December 13, 2025

(And Why That’s Exactly Why You Want Them)
Every now and then, an organization says something like this, usually with a nervous laugh:
“We love coaching. But… could it make people too independent?”
Yes.
That is precisely the danger.
Coaches Are Not Neutral Tools
Coaches are bound by codes of ethics. ICF, EMCC, and other professional bodies do not treat ethics as decorative wallpaper. They treat them as load-bearing walls.
That has consequences.
A coach is explicitly not there to
• manipulate people into compliance
• extract performance at any human cost
• dress up harmful decisions in motivational language
• or carry out orders that violate dignity, autonomy, or basic decency
Which already makes them mildly subversive in some organizational ecosystems.
Coaches Don’t Do Stupid Stuff
This sounds trivial until you realize how much organizational harm is caused by perfectly intelligent people doing very stupid things under pressure.
Professional coaches are trained to pause.
To ask, “What are we actually doing here?”
To notice when a request conflicts with values, ethics, or reality.
A coach who hears
“We just need them to accept this decision”
may respond with
“What problem are you trying to solve, and what are you risking if they do accept it?”
That question alone can derail an entire cascade of nonsense.
Dangerous? Yes.
Helpful? Incredibly.
Coaches Don’t Follow Stupid Orders
This is where things get interesting.
A coach is not an extension of management control. They are not a softer HR instrument. They do not take instructions like “fix this person” or “make them more resilient to bad leadership.”
If a coaching assignment is framed as
• silencing dissent
• increasing tolerance for dysfunction
• or helping someone adapt to an unethical environment
a competent coach will either reframe the work or refuse it.
That refusal is not insubordination.
It is professionalism.
And yes, that can feel threatening in organizations that prefer obedience over sense-making.
Coaches Protect People
Confidentiality is not a courtesy. It is a core condition of coaching.
People speak differently when they are not being monitored. They think more honestly. They admit doubt, anger, fear, ethical conflict. They name things that cannot yet be said in meetings.
Coaches hold that space.
Which means coaches often know where the cracks are long before the reports do.
They hear the early warnings.
They see the quiet exits before the loud ones.
That makes them dangerous to denial and extremely valuable to foresight.
Coaches Listen. Deeply.
Listening sounds harmless. It is not.
Being listened to has effects:
• People stop gaslighting themselves
• They start trusting their own judgment again
• They notice when something is off
• They become harder to manipulate
Of course, coaches would never use the knowledge they gained in confidential conversations. However, an organization full of people who are listened to, think clearly and feel entitled to their own perceptions is not easy to control through slogans and pressure.
But it is very capable of learning.
Coaches Support Decency
This may be the most dangerous part of all.
Coaches tend to take concepts like respect, agency, responsibility, and humanity seriously. Not as branding, but as practice.

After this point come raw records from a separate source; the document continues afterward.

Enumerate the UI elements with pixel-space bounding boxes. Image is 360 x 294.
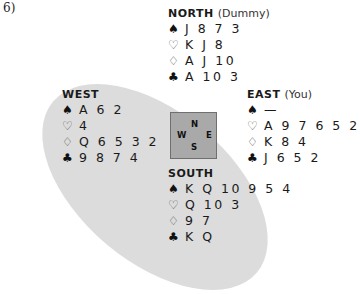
compass-north-label: N bbox=[191, 119, 198, 129]
club-icon: ♣ bbox=[168, 229, 185, 245]
suit-row-hearts: ♡ 4 bbox=[62, 118, 159, 134]
club-cards: A 10 3 bbox=[185, 69, 240, 85]
club-cards: K Q bbox=[185, 229, 215, 245]
hand-south: SOUTH ♠ K Q 10 9 5 4 ♡ Q 10 3 ♢ 9 7 ♣ K … bbox=[168, 167, 293, 245]
club-cards: 9 8 7 4 bbox=[79, 150, 140, 166]
hand-title: SOUTH bbox=[168, 167, 293, 181]
heart-icon: ♡ bbox=[62, 118, 79, 134]
diamond-cards: A J 10 bbox=[185, 53, 236, 69]
hand-north: NORTH (Dummy) ♠ J 8 7 3 ♡ K J 8 ♢ A J 10… bbox=[168, 7, 270, 85]
player-name: WEST bbox=[62, 88, 99, 101]
suit-row-spades: ♠ J 8 7 3 bbox=[168, 21, 270, 37]
spade-icon: ♠ bbox=[168, 21, 185, 37]
compass-south-label: S bbox=[191, 142, 197, 152]
spade-cards: K Q 10 9 5 4 bbox=[185, 181, 293, 197]
heart-cards: 4 bbox=[79, 118, 89, 134]
player-name: SOUTH bbox=[168, 167, 213, 180]
spade-icon: ♠ bbox=[247, 102, 264, 118]
suit-row-hearts: ♡ K J 8 bbox=[168, 37, 270, 53]
suit-row-spades: ♠ K Q 10 9 5 4 bbox=[168, 181, 293, 197]
hand-title: EAST (You) bbox=[247, 88, 360, 102]
club-icon: ♣ bbox=[62, 150, 79, 166]
spade-icon: ♠ bbox=[62, 102, 79, 118]
spade-cards: J 8 7 3 bbox=[185, 21, 242, 37]
heart-icon: ♡ bbox=[247, 118, 264, 134]
spade-cards: — bbox=[264, 102, 279, 118]
suit-row-diamonds: ♢ K 8 4 bbox=[247, 134, 360, 150]
suit-row-diamonds: ♢ Q 6 5 3 2 bbox=[62, 134, 159, 150]
club-icon: ♣ bbox=[168, 69, 185, 85]
suit-row-spades: ♠ — bbox=[247, 102, 360, 118]
suit-row-clubs: ♣ A 10 3 bbox=[168, 69, 270, 85]
heart-cards: Q 10 3 bbox=[185, 197, 242, 213]
spade-cards: A 6 2 bbox=[79, 102, 124, 118]
player-role: (You) bbox=[284, 88, 312, 101]
suit-row-hearts: ♡ Q 10 3 bbox=[168, 197, 293, 213]
player-name: NORTH bbox=[168, 7, 214, 20]
hand-west: WEST ♠ A 6 2 ♡ 4 ♢ Q 6 5 3 2 ♣ 9 8 7 4 bbox=[62, 88, 159, 166]
suit-row-clubs: ♣ J 6 5 2 bbox=[247, 150, 360, 166]
heart-cards: A 9 7 6 5 2 bbox=[264, 118, 360, 134]
problem-number: 6) bbox=[3, 1, 15, 15]
diamond-icon: ♢ bbox=[62, 134, 79, 150]
player-role: (Dummy) bbox=[218, 7, 270, 20]
suit-row-diamonds: ♢ A J 10 bbox=[168, 53, 270, 69]
suit-row-hearts: ♡ A 9 7 6 5 2 bbox=[247, 118, 360, 134]
suit-row-spades: ♠ A 6 2 bbox=[62, 102, 159, 118]
suit-row-clubs: ♣ K Q bbox=[168, 229, 293, 245]
diamond-cards: 9 7 bbox=[185, 213, 212, 229]
diamond-cards: Q 6 5 3 2 bbox=[79, 134, 159, 150]
compass-east-label: E bbox=[206, 130, 212, 140]
diamond-icon: ♢ bbox=[168, 213, 185, 229]
hand-title: WEST bbox=[62, 88, 159, 102]
spade-icon: ♠ bbox=[168, 181, 185, 197]
club-cards: J 6 5 2 bbox=[264, 150, 321, 166]
suit-row-clubs: ♣ 9 8 7 4 bbox=[62, 150, 159, 166]
compass-box: N W E S bbox=[170, 112, 217, 159]
club-icon: ♣ bbox=[247, 150, 264, 166]
hand-title: NORTH (Dummy) bbox=[168, 7, 270, 21]
suit-row-diamonds: ♢ 9 7 bbox=[168, 213, 293, 229]
player-name: EAST bbox=[247, 88, 280, 101]
compass-west-label: W bbox=[177, 130, 186, 140]
heart-cards: K J 8 bbox=[185, 37, 225, 53]
diamond-icon: ♢ bbox=[168, 53, 185, 69]
diamond-cards: K 8 4 bbox=[264, 134, 309, 150]
diamond-icon: ♢ bbox=[247, 134, 264, 150]
hand-east: EAST (You) ♠ — ♡ A 9 7 6 5 2 ♢ K 8 4 ♣ J… bbox=[247, 88, 360, 166]
heart-icon: ♡ bbox=[168, 197, 185, 213]
heart-icon: ♡ bbox=[168, 37, 185, 53]
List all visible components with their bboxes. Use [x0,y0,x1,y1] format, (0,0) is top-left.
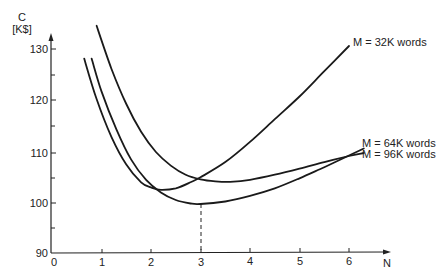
curves [84,26,364,204]
y-tick-label-110: 110 [30,147,48,159]
x-tick-label-5: 5 [297,255,303,267]
x-tick-label-4: 4 [247,255,253,267]
y-axis-arrow-icon [49,33,54,41]
series-label-32k: M = 32K words [353,36,427,48]
x-tick-label-2: 2 [148,256,154,268]
y-tick-label-100: 100 [30,197,48,209]
x-tick-label-3: 3 [198,256,204,268]
y-tick-label-90: 90 [36,247,48,259]
x-tick-label-0: 0 [51,256,57,268]
cost-vs-n-chart: C [K$] 90 100 110 120 130 [0,0,437,277]
y-tick-label-130: 130 [30,43,48,55]
x-axis [51,252,386,253]
x-axis-title: N [383,257,391,269]
x-tick-label-6: 6 [346,255,352,267]
x-axis-arrow-icon [383,250,391,255]
curve-m-32k [84,46,349,190]
y-ticks [51,49,56,228]
y-axis-title-c: C [18,11,26,23]
x-tick-label-1: 1 [99,256,105,268]
series-label-96k: M = 96K words [362,148,436,160]
y-axis-title-unit: [K$] [12,23,32,35]
y-tick-label-120: 120 [30,94,48,106]
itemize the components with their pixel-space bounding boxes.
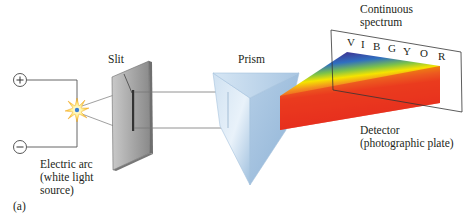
continuous-spectrum-label-2: spectrum	[360, 16, 402, 29]
arc-label-3: source)	[40, 184, 74, 197]
spectrum-letter-g: G	[388, 42, 396, 54]
continuous-spectrum-label-1: Continuous	[360, 3, 413, 16]
arc-label-1: Electric arc	[40, 158, 93, 171]
prism-label: Prism	[238, 53, 265, 66]
detector-label-2: (photographic plate)	[360, 137, 454, 150]
slit-opening	[132, 90, 134, 131]
circuit-wires	[27, 80, 77, 147]
spectrum-letter-r: R	[438, 50, 445, 62]
electric-arc-icon	[65, 98, 89, 122]
spectrum-letter-i: I	[361, 38, 365, 50]
slit-label: Slit	[108, 53, 124, 66]
figure-label: (a)	[13, 200, 26, 213]
light-rays	[82, 95, 114, 126]
spectrum-letter-b: B	[373, 40, 380, 52]
detector-label-1: Detector	[360, 124, 400, 137]
spectrum-letter-y: Y	[403, 45, 411, 57]
prism	[213, 73, 299, 185]
negative-terminal-icon	[14, 141, 27, 154]
spectroscope-diagram: Slit Prism Continuous spectrum Detector …	[0, 0, 471, 219]
spectrum-letter-o: O	[420, 47, 428, 59]
dispersed-spectrum	[280, 52, 440, 130]
slit-plate	[112, 61, 153, 171]
positive-terminal-icon	[14, 74, 27, 87]
arc-label-2: (white light	[40, 171, 93, 184]
spectrum-letter-v: V	[347, 36, 355, 48]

They slow things down when harm is accelerating.
They name ethical tensions instead of smoothing them over.
They help people choose responses they can live with, not just survive.
Decency is surprisingly disruptive in systems optimized for speed, growth, or optics at all costs.
So Yes. Coaches Are Dangerous.
They are dangerous to:
• toxic cultures
• lazy power
• unethical shortcuts
• and organizational self-deception
They are dangerous because they do not collude.
They are dangerous because they think.
They are dangerous because they listen.
And that is exactly why organizations that genuinely want to be sustainable, humane, and intelligent should want them close.
Not as tools.
Not as decorators.
But as partners in sense-making.
If your organization feels a little uneasy about coaching, that might be the first sign it is working.
If you would like to talk about coaching in your organization, why not join one of our free coaching meetups? We have meetups for anyone interested and special ones for internal coaches and HR people.